Introduction
This post is part of a deep dive into catch-up waterfalls, which can show up in the more technical portions of the real estate private equity interview process. Last post, we left off with the waterfall schedule below. This post will dive into the details of the asset management fee and the preferred distributions. Then, we will cover the catch-up and profit sharing mechanisms to fully answer the second question in the case prompt.

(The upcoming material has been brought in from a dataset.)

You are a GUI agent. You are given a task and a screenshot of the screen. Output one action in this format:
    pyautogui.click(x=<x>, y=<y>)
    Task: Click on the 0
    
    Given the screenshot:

Calculating the Asset Management Fee
There are numerous ways that GPs and LPs negotiate the asset management fee (AM fee). Two popular methods are by committed capital and by invested capital. For this real estate private equity interview case study, we will calculate the asset management fee on invested capital. This means the GP will charge the LP a recurring fee on the initial equity they contributed until the investment liquidates. The LP will contribute the full $12M equity requirement calculated in the last post, so the annual AM fee will be 0.75% times $12M, or $90k per year.

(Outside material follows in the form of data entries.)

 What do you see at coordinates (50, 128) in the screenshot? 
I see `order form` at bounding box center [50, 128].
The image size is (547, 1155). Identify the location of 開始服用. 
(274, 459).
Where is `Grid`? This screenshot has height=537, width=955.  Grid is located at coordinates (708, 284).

Below, I built a small schedule with logic that automates the AM fee calculation. Remember to charge the AM fee on beginning equity, not ending equity. Otherwise, you will erroneously charge a fee at T0 and no fee in the final year.
Preferred Distributions
As mentioned above, the LP is due all distributions until they hit an 8% preferred return. The math to drive this logic is simple when we build the schedule below. Working through each line of the preferred return schedule below, the logic hopefully becomes self-evident:
- Preferred, Begin: At the very start, the LP has invested no equity. So we begin with a zero balance. This balance will corkscrew (begin balance of new period = end balance of prior period) until fully repaid
- Plus: Minimum Preferred Distribution Required: This is the most magical line. Each period, you just multiply the beginning balance by 8% and add this required preferred distribution into the equity balance. This is how we guarantee the preferred hits an 8% exactly, since any prior distributions that accrued yet were unpaid compound upon themselves
- Less: Preferred Distribution: All cash flow after AM fees must be used to pay the preferred return. We’re able to pay so much more in the last period because that’s when we sell the asset
- Plus: Investment: This is the last line because we should not calculate a preferred distribution required in the T0 period, which is when we make the investment. But in Y1, we need to show a beginning balance of $12M upon which that initial $96k preferred dividend will accrue
- Preferred, End: Finally, the preferred balance is the sum of the three lines described above. The next period’s Preferred, Begin will reference this Preferred, End. Another name for this style of schedule is a corkscrew, as mentioned earlier.
If you’re still scratching your head, I’ve built a proof below that you can check yourself. If our LP commits $12M up-front, receives the distributions as described with accruals along the way, they will achieve exactly an 8% return.